Task: Every line between the one containing "At what (x,y)" and the last line of the data, both included, is to be set down exactly, and pictures are to be omitted.

Start of Data to process

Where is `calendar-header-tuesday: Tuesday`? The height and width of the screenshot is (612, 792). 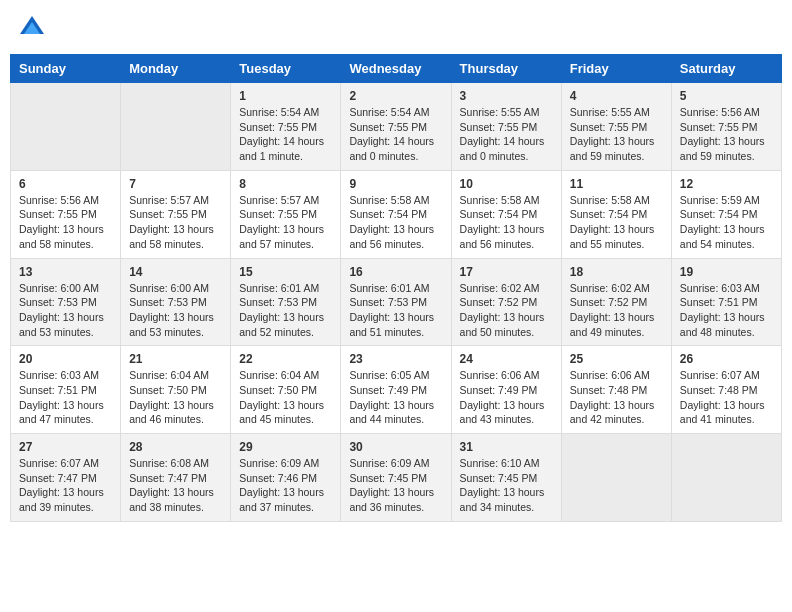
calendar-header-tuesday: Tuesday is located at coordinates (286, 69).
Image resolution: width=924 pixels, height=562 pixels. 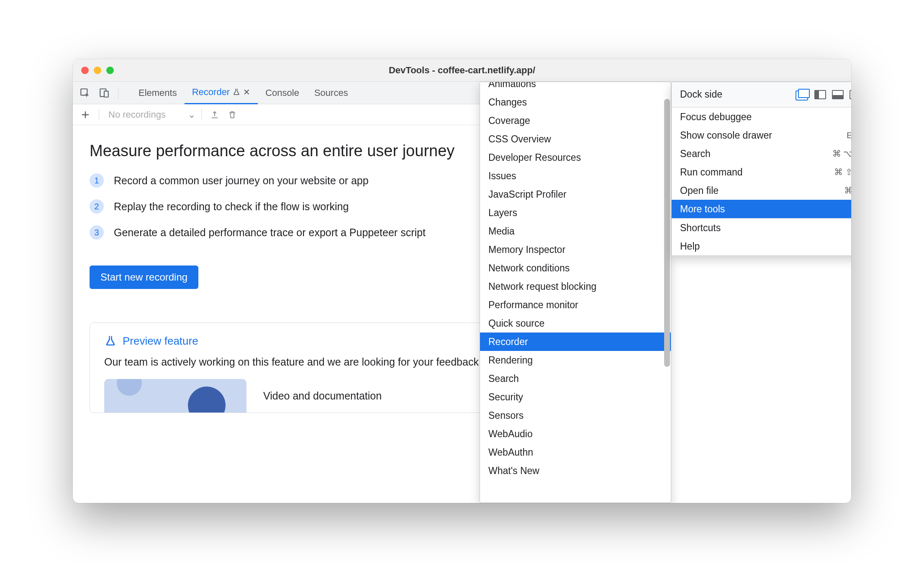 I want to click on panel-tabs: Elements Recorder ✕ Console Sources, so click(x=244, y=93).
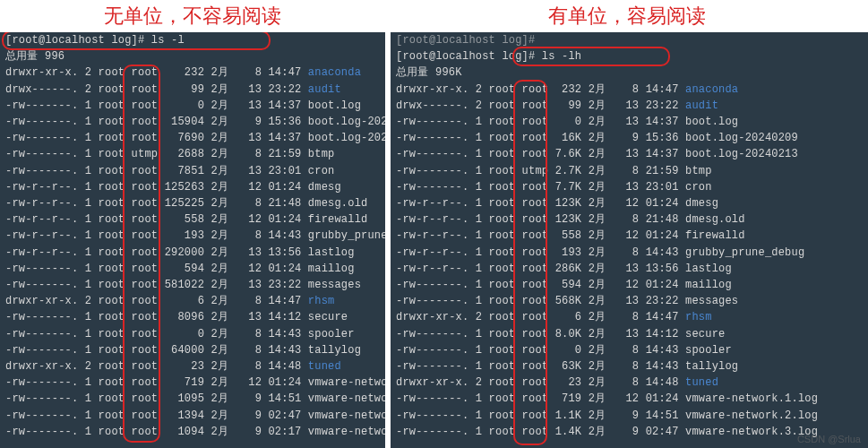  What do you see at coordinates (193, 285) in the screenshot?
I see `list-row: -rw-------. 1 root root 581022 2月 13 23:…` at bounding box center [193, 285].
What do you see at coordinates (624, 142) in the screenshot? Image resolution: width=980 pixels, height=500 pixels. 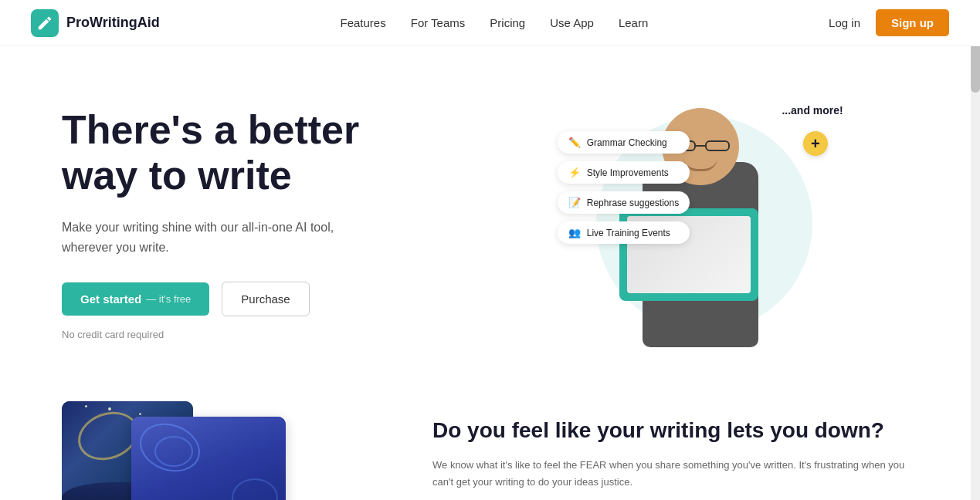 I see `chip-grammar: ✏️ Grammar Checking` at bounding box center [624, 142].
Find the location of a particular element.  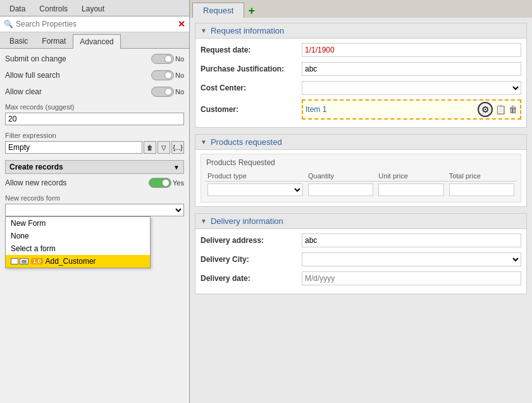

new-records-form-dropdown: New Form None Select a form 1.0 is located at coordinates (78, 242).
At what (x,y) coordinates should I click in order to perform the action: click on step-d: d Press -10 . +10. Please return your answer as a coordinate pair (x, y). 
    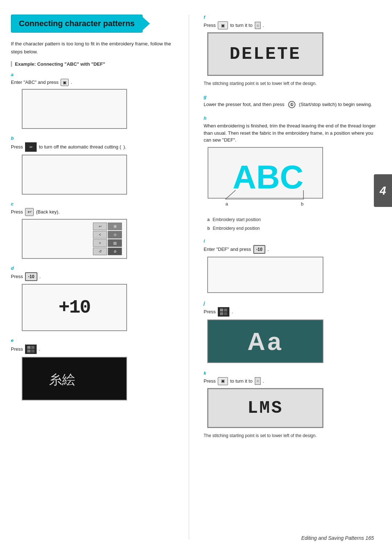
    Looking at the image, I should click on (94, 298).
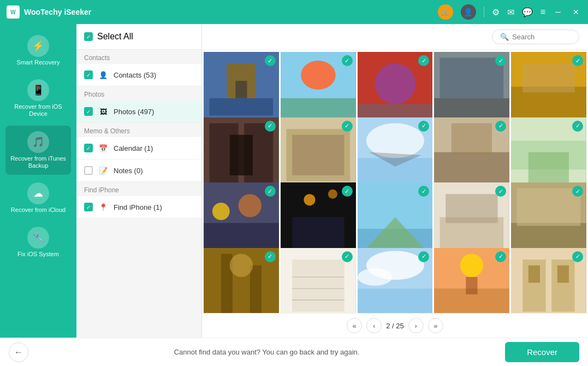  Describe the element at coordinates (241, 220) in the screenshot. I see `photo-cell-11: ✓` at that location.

End of Data to process

Your response:
At what (x,y) coordinates should I click in order to perform the action: click on step-d: d Press -10 . +10. Please return your answer as a coordinate pair (x, y). 
    Looking at the image, I should click on (94, 298).
  Describe the element at coordinates (241, 220) in the screenshot. I see `photo-cell-11: ✓` at that location.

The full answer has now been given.